The entire shooting was captured by local television stations, and the video was posted on the Internet and broadcast throughout the day.

His Facebook page, which was public until Wednesday afternoon, revealed a man fascinated with the movie V for Vendetta - a nihilistic account of a masked man fighting a totalitarian government.

At some point he had a daughter and he divorced a woman named Anita in 1995. In 2000, he was convicted for waiting in the woods for his ex-wife with a rifle, wearing a mask and bulletproof vest. Duke shot out her car tires.

Duke's attorney on the case, Ben Bollinger, said he took a plea agreement in the case, serving five years in prison and taking psychiatric help, as ordered. He remembered Duke as especially fearful of the new millennium.

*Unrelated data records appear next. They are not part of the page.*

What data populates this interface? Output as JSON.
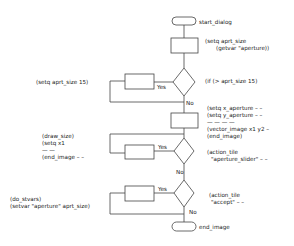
{
  "diagram": {
    "type": "flowchart",
    "terminators": {
      "start": "start_dialog",
      "end": "end_image"
    },
    "branch_labels": {
      "yes": "Yes",
      "no": "No"
    },
    "annotations": {
      "box1_line1": "(setq aprt_size",
      "box1_line2": "(getvar \"aperture))",
      "decision1": "(if (> aprt_size 15)",
      "yes1": "(setq aprt_size 15)",
      "box2_line1": "(setq x_aperture – –",
      "box2_line2": "(setq y_aperture – –",
      "box2_line3": "—  —  —  —",
      "box2_line4": "(vector_image x1 y2 –",
      "box2_line5": "(end_image)",
      "decision2_line1": "(action_tile",
      "decision2_line2": "\"aperture_slider\" – –",
      "yes2_line1": "(draw_size)",
      "yes2_line2": "(setq x1",
      "yes2_line3": "—  —",
      "yes2_line4": "(end_image –  –",
      "decision3_line1": "(action_tile",
      "decision3_line2": "\"accept\" – –",
      "yes3_line1": "(do_stvars)",
      "yes3_line2": "(setvar \"aperture\" aprt_size)"
    },
    "colors": {
      "stroke": "#444444",
      "text": "#222222",
      "background": "#ffffff"
    }
  }
}
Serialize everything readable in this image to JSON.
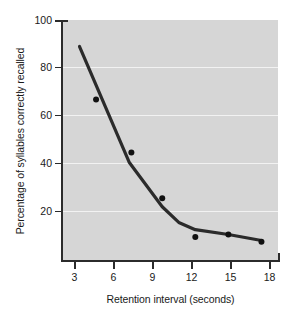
{
  "chart_data": {
    "type": "line",
    "title": "",
    "subtitle": "",
    "xlabel": "Retention interval (seconds)",
    "ylabel": "Percentage of syllables correctly recalled",
    "xlim": [
      0,
      19.5
    ],
    "ylim": [
      0,
      100
    ],
    "xticks": [
      3,
      6,
      9,
      12,
      15,
      18
    ],
    "xtick_labels": [
      "3",
      "6",
      "9",
      "12",
      "15",
      "18"
    ],
    "yticks": [
      20,
      40,
      60,
      80,
      100
    ],
    "ytick_labels": [
      "20",
      "40",
      "60",
      "80",
      "100"
    ],
    "grid": "horizontal",
    "gridlines_at": [
      20,
      40,
      60,
      80
    ],
    "legend": null,
    "legend_position": "none",
    "plot_background": "#d6d6d6",
    "gridline_color": "#f2f2f2",
    "line_color": "#2b2b2b",
    "marker_color": "#111111",
    "axis_color": "#2b2b2b",
    "series": [
      {
        "name": "scatter-points",
        "type": "scatter",
        "x": [
          3,
          6.2,
          9,
          12,
          15,
          18
        ],
        "values": [
          67,
          45,
          26,
          10,
          11,
          8
        ]
      },
      {
        "name": "fitted-curve",
        "type": "line",
        "x": [
          1.5,
          6,
          9,
          10.5,
          12,
          15,
          18
        ],
        "values": [
          89,
          41,
          22.5,
          16,
          13,
          11,
          8.5
        ]
      }
    ]
  }
}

"He was one of these Y2K people," he said, referring to a computer bug that some people believed was going to cause massive problems and economic chaos Jan. 1, 2000. "He was one of those believers that the world was going to turn for the worst and he was stockpiling weapons, assault weapons."

While in prison, Duke filed for bankruptcy.

He was released in January 2004. About a year later, he sued the Social Security Administration, which had denied his application for disability benefits.

David Evans, Duke's disability attorney, said Duke had been diagnosed by doctors as bipolar but didn't have money to buy the needed medication. "He was clearly in need of help," Evans said.

They filed at least five appeals to the denials.

"The judges adjudicating the claims didn't feel the claim was significant enough," Evans said. "All he was asking for was $500 or $600 a month and medical insurance." Duke withdrew the suit in 2006.

His wife said Wednesday that Duke faithfully took medication for bipolar disorder but that he was under a lot of stress. She was fired from the school district after failing probation. Her final unemployment check was due this week.